Castoria Arts Council Evaluation


Briefing Note to Council
RE: Agricultural Appropriation and Very Scholarly Thesis-Worthy Government Funding Agency 
Review of Application for publication support - W.P. Kinsella's Shoeless Joe 


In this novel Shoeless Joe, the author W. P. Kinsella, a cab driver, who was born and raised in a very non-American city, does not actually claim to be an Iowa corn farmer.  But he gives the narrator of his book a Kinisellian last name, has him speak in the first person, and implies a corn-farmer point of view throughout this story of a “dreamer American” and lover of the American pastime, American baseball.

This appropriation of a revered element of American culture with allusions to the American Dream persona for artistic purposes by a non-American cannot be redeemed merely on the grounds of its edifying cultural contributions and amusement effects.
This book claims an American voice, but distorts and devalues the American experience with its persistent references to "literature" and "love."

"I never owned a gun," the unreliably rural "American" narrator says as he plots his enounter with iconic American author J.D. Salinger and ponders the painful 1919 painful American Black Sox Scandal experience.

Ray Kinsella (Kinsella No. 2) is, admittedly, a fictional narrator, but his imaginary state does not pardon the use of differences based upon a rurally located occupation. 

He further misrepresents the "Team Voice" and experience in scenes involving the Shoeless Joe ghost and his ghostmates.  His farmer persona alone constitutes what post-Shoeless scholars have termed “agri-Cultural appropriation.” 
This Shoeless story lacks truth.

“I built the field and waited, and waited, and waited,” imaginary shoe-wearing, farmer-narrator Ray Kinsella tells us, without explaining how the farming gets done and who is picking the corn.
The answer, to accept Kinsella No. 1’s writing, is certainly not Annie, the faux-farmer’s Mid-West "American" wife.

“She is soft as a butterfly ... Her jeans are painted to her body, and her pointy nipples poke at the front of her black T-shirt.”
Clearly, this is an Iowa farm wife drawn by the bias and preconceptions with entrenched views of what an imaginary female spouse on an imagined dream-field farm should be like.

Finally, narrator Ray and Annie both speak in a mock patois that is not farmer, not Iowa, and not baseball. “I say” is the customary phrase after direct quotes.

This book is an ill-considered and blatant effort to exploit a nation’s beloved institution for base artistic purpose. 
Kinsella No. 1 is obviously playing the farmer (Kinsella No. 2) to ingratiate himself and his exploitive novel to an American audience and - oh yeah -  just to tell a story.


Exercise goal:
List each line of the data that holds the string "Image".

Supplied information:
_ _ _ _ _
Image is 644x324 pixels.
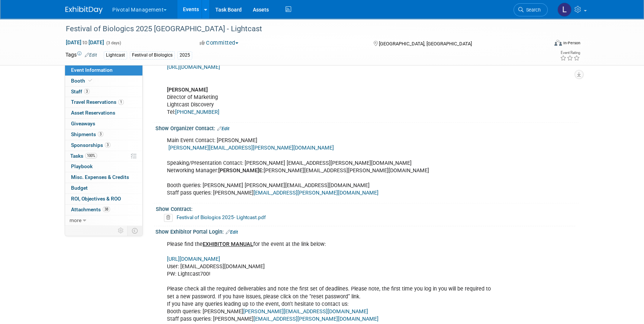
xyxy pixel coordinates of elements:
_ _ _ _ _
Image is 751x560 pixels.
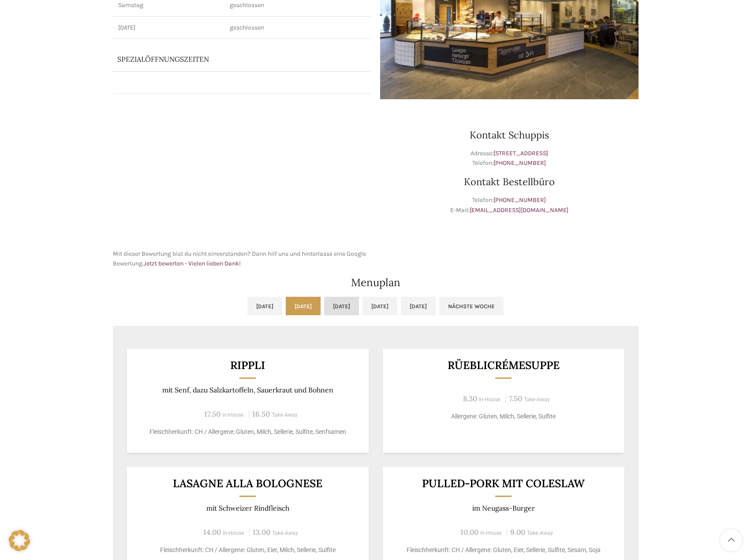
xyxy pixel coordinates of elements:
_ _ _ _ _
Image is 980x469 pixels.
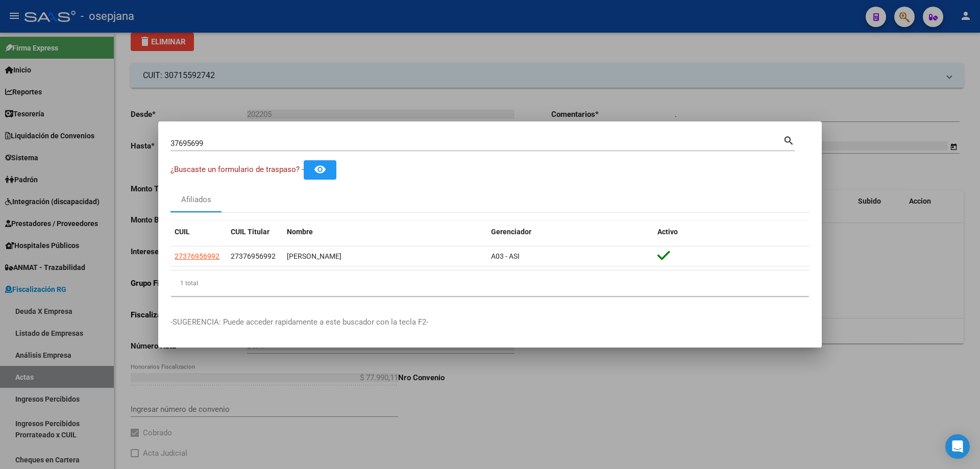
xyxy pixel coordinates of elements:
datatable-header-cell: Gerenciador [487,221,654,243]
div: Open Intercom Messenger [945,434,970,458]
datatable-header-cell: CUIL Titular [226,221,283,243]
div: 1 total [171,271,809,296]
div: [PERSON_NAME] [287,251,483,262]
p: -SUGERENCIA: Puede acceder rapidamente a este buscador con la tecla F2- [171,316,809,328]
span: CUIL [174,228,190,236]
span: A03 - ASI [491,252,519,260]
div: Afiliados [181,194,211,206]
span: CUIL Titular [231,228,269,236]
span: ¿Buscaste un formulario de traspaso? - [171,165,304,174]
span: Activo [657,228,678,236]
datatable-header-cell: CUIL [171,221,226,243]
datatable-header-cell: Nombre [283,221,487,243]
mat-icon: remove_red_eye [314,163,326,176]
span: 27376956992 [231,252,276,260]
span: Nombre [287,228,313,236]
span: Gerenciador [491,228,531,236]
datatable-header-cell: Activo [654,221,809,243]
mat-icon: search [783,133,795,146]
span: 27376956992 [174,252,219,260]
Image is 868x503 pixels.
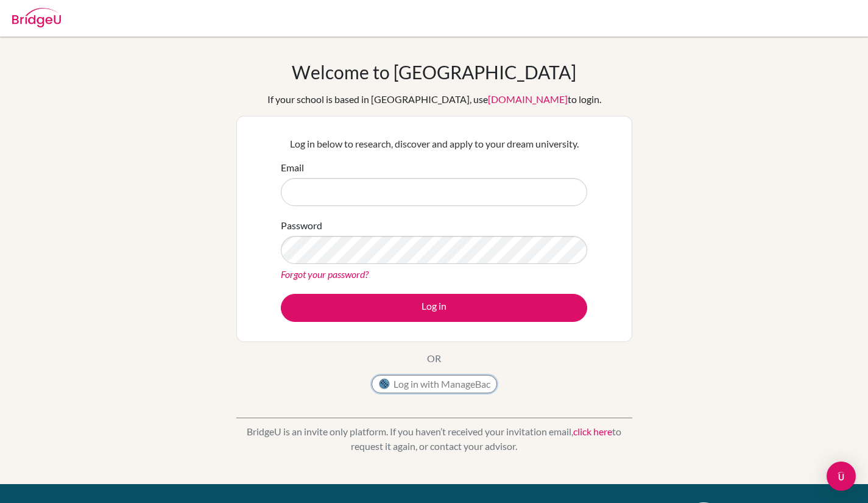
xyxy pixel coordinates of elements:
_ _ _ _ _
Response area:
Image is 644x324 pixels.
Image is 751x560 pixels.
Image is 980x469 pixels.
Image is 868x503 pixels.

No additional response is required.